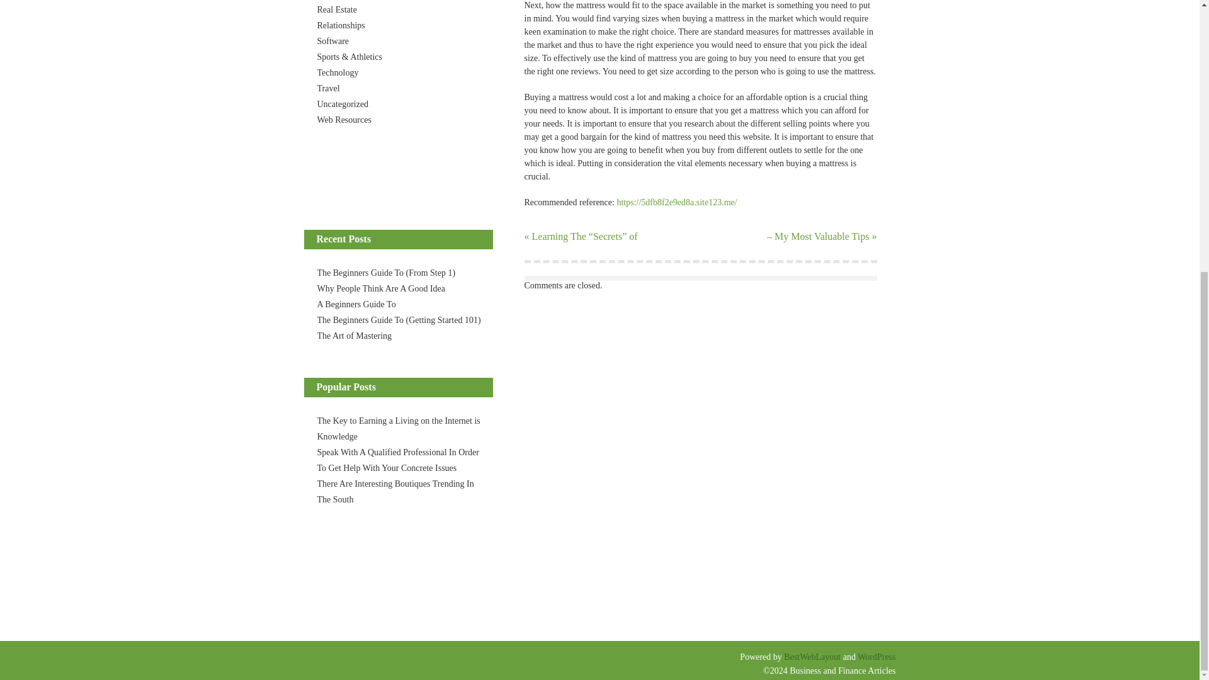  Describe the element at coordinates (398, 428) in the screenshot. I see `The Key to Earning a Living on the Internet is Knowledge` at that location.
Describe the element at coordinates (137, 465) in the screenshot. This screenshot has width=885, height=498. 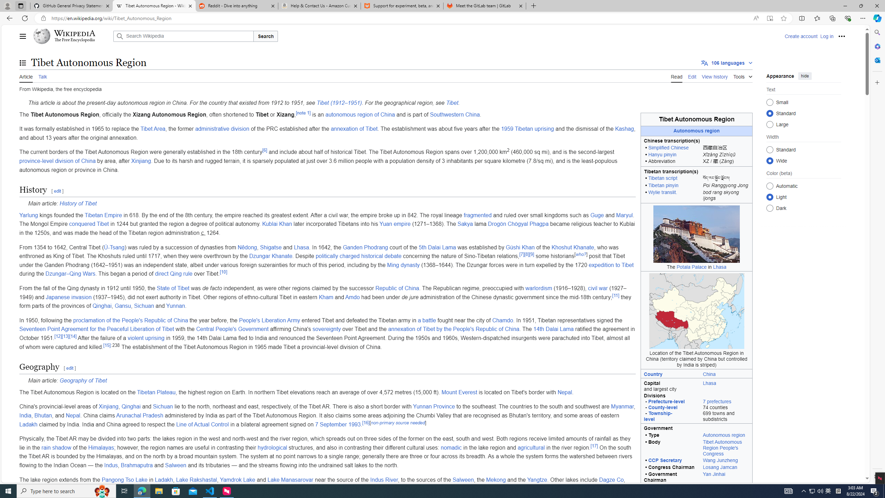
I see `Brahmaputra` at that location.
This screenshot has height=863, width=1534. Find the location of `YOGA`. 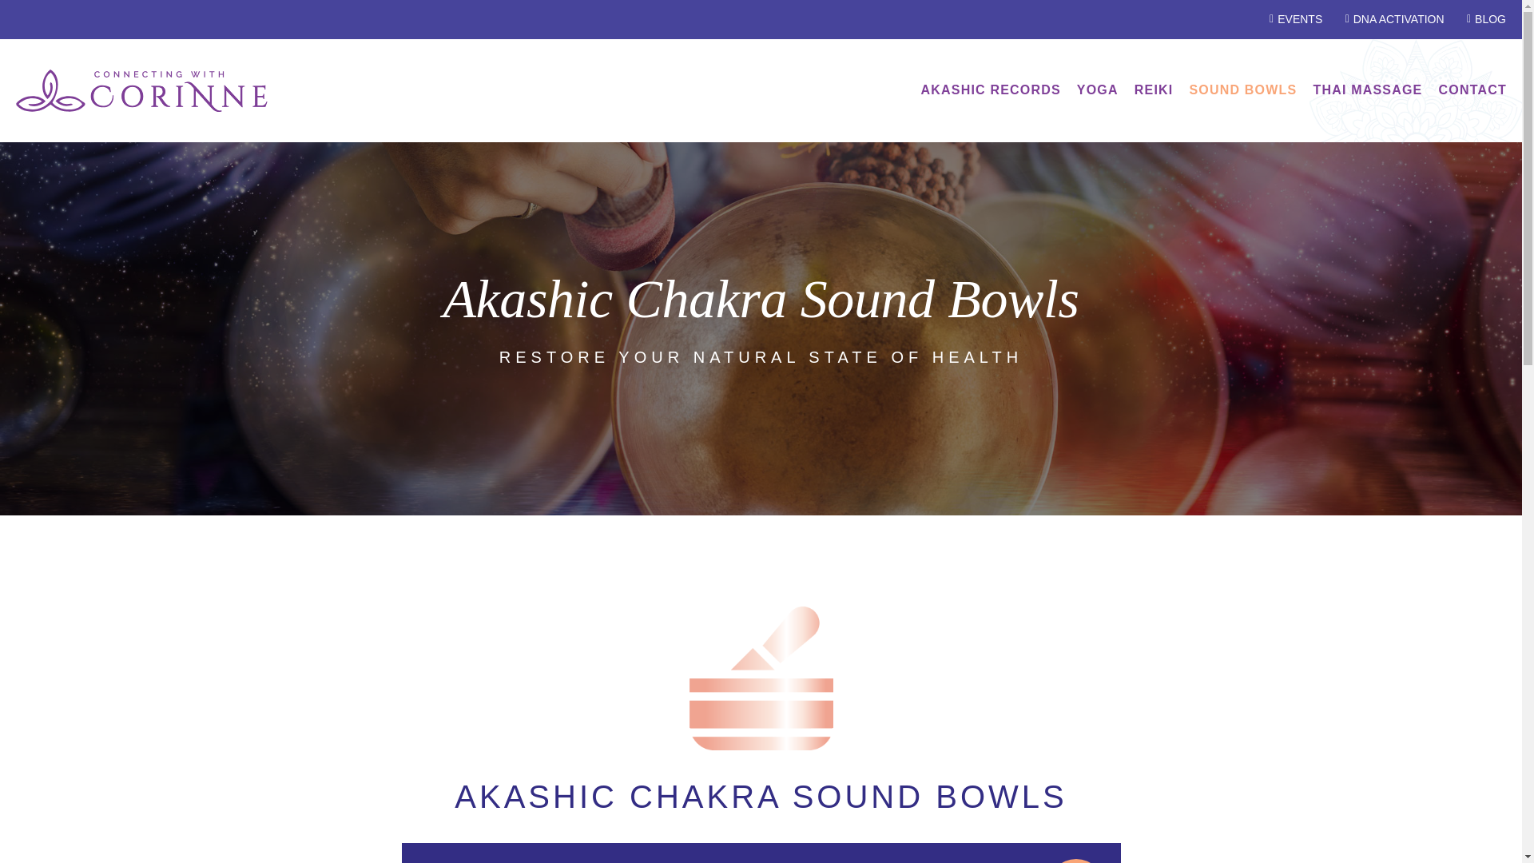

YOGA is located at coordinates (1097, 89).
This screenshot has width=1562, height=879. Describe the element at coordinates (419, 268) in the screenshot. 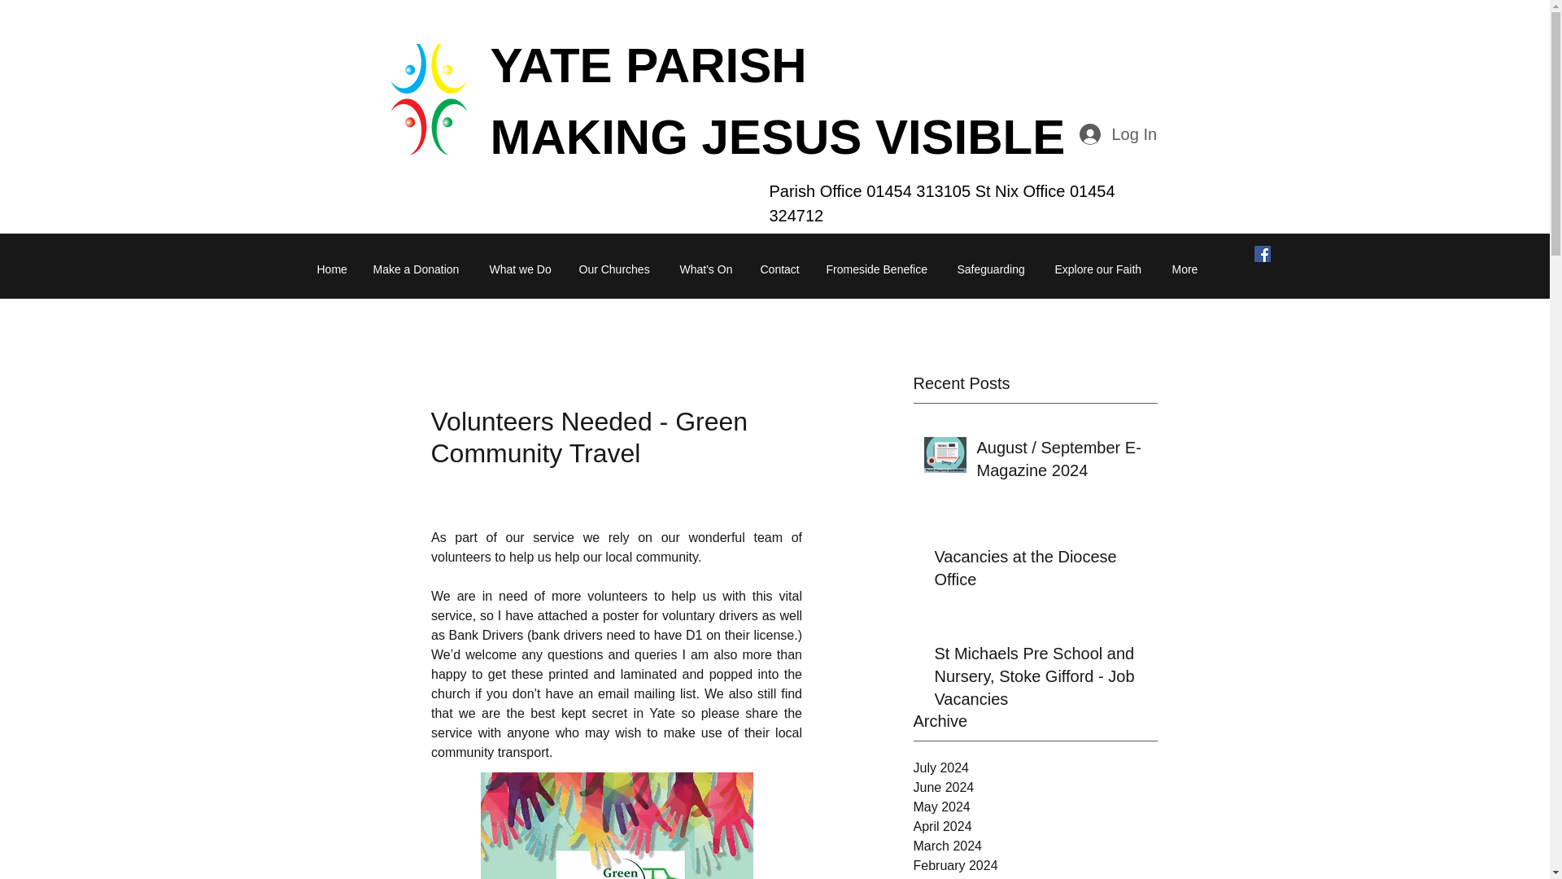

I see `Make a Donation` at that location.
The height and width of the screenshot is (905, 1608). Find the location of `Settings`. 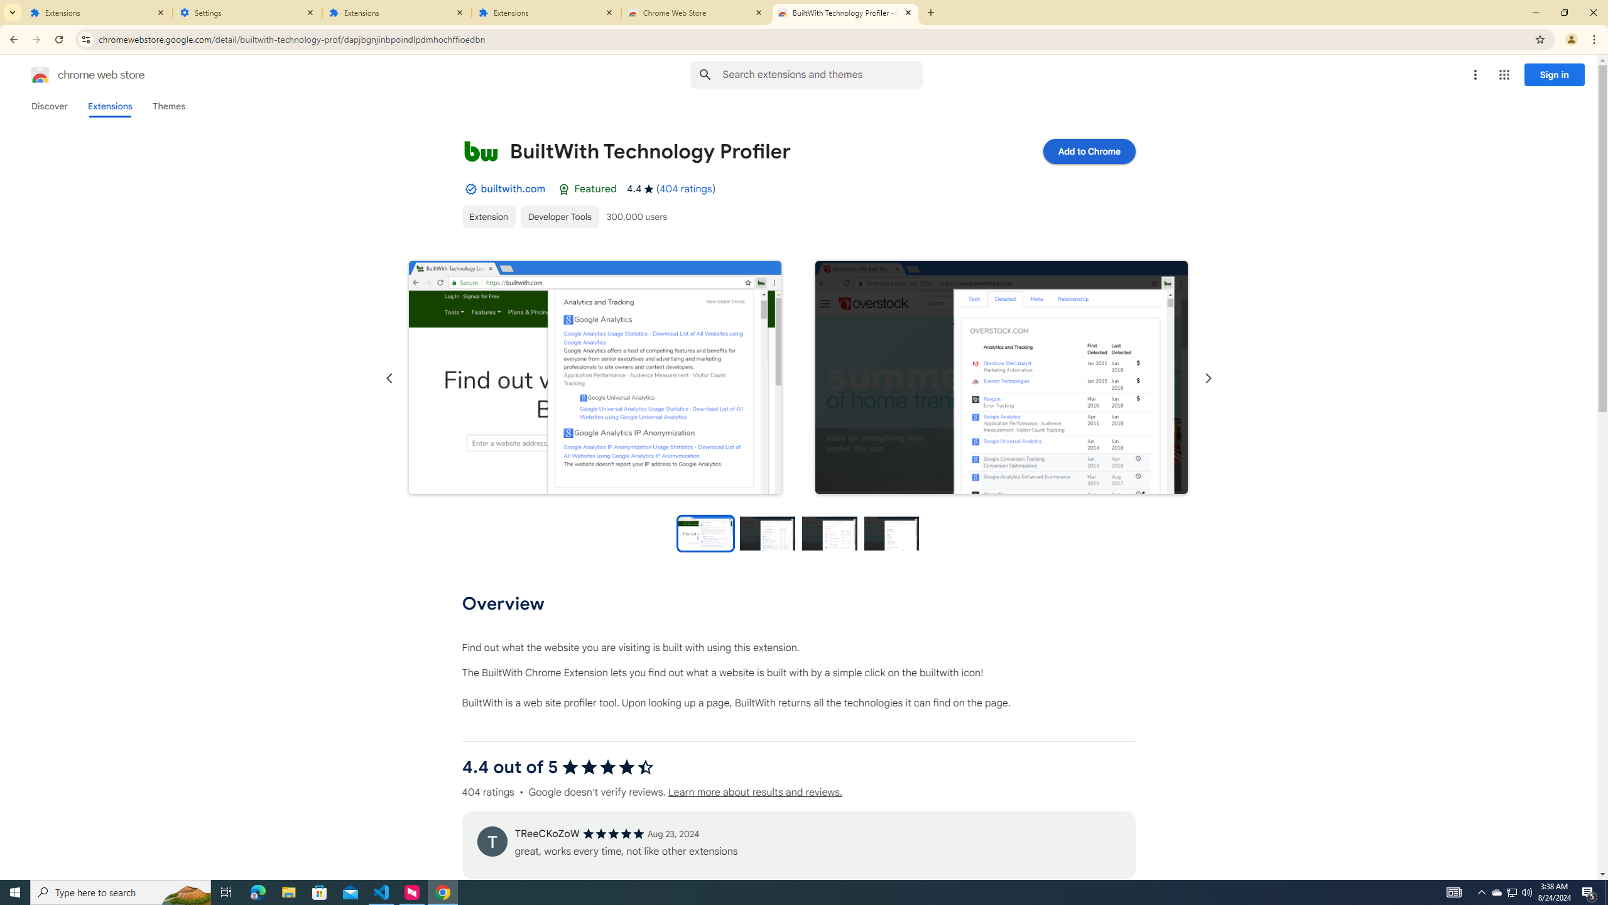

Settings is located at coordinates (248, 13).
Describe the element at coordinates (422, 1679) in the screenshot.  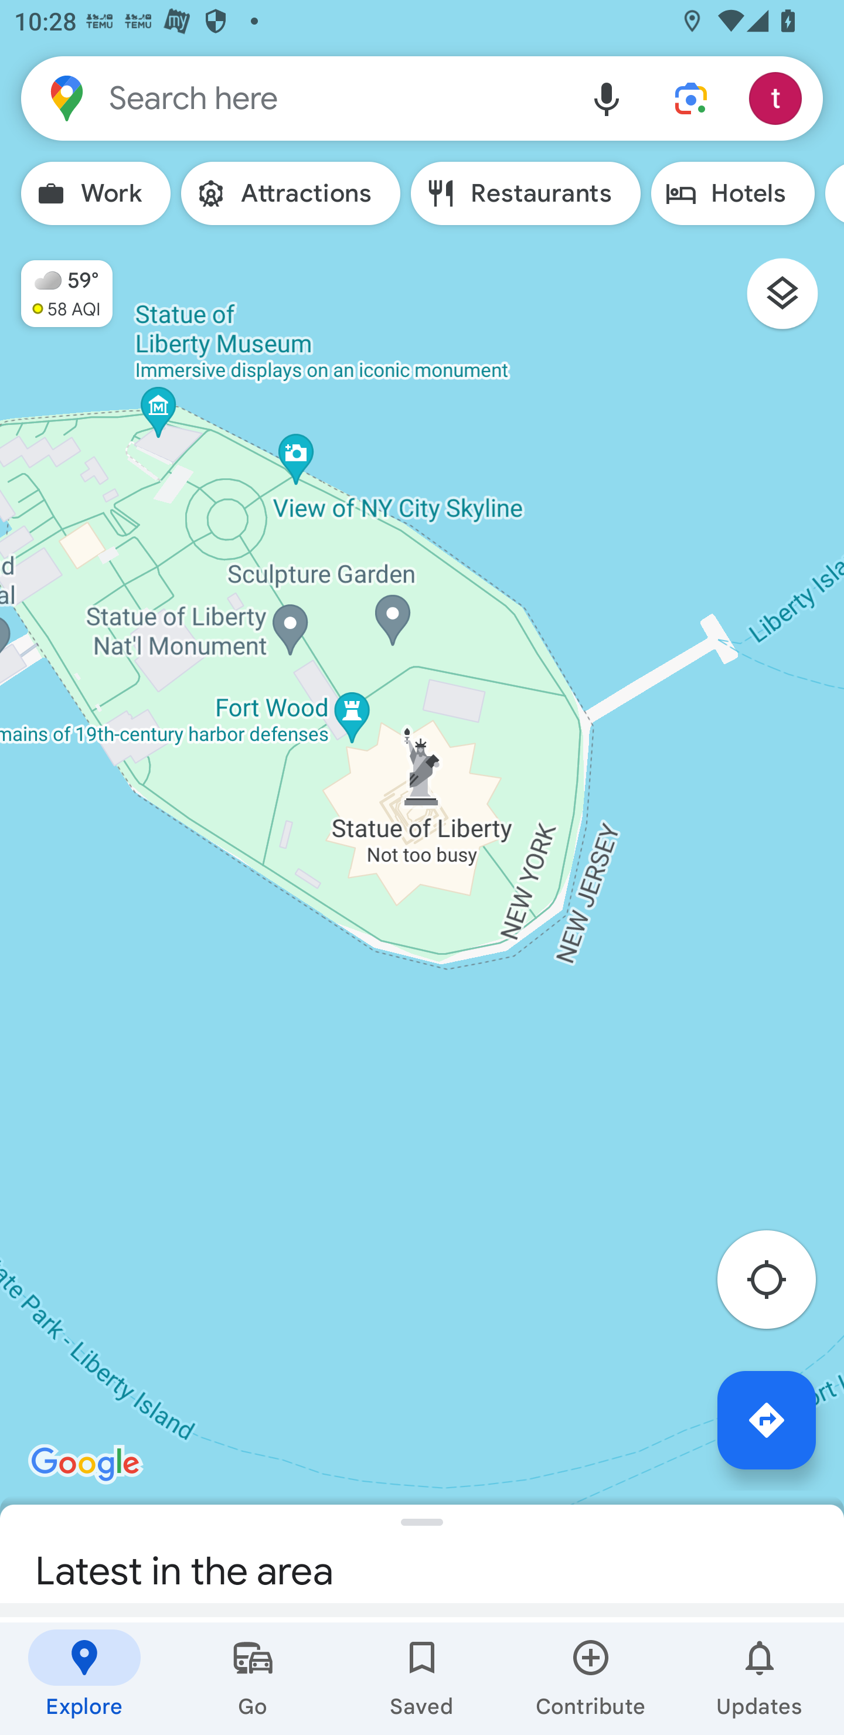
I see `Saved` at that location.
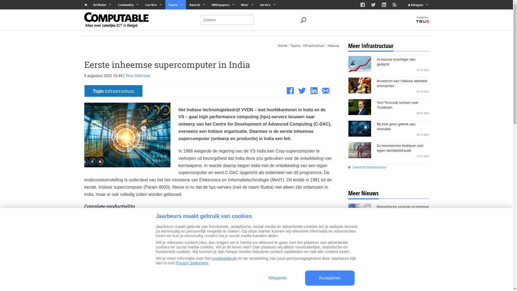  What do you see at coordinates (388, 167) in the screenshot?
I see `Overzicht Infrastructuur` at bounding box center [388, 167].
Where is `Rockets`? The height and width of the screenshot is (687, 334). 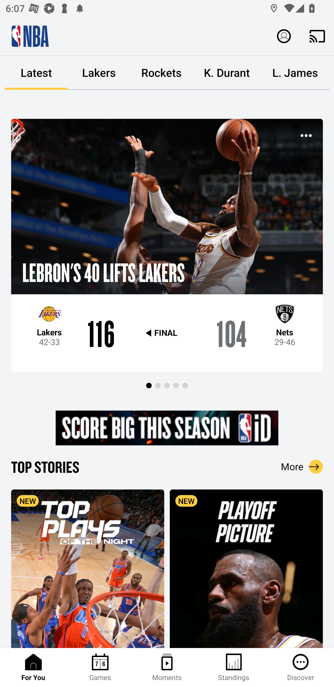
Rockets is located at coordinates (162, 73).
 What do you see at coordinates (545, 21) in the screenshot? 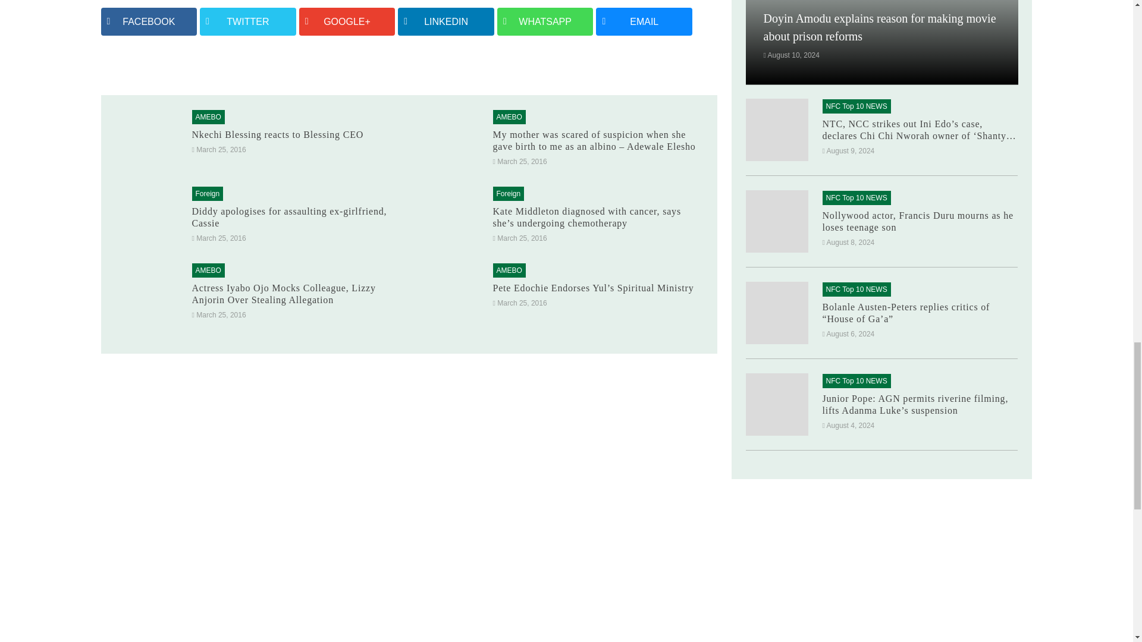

........

## Task
Retype the line containing "This screenshot has width=1562, height=879." and each line after it through the last line of the entries above, exactly, with no pictures and nothing else.

## Exercise response
This screenshot has width=1562, height=879. Describe the element at coordinates (419, 268) in the screenshot. 

I see `Make a Donation` at that location.
The height and width of the screenshot is (905, 1608). Find the location of `Settings`. 

Settings is located at coordinates (248, 13).
Describe the element at coordinates (422, 1679) in the screenshot.  
I see `Saved` at that location.
  What do you see at coordinates (388, 167) in the screenshot?
I see `Overzicht Infrastructuur` at bounding box center [388, 167].
Where is `Rockets`? The height and width of the screenshot is (687, 334). 
Rockets is located at coordinates (162, 73).
 What do you see at coordinates (545, 21) in the screenshot? 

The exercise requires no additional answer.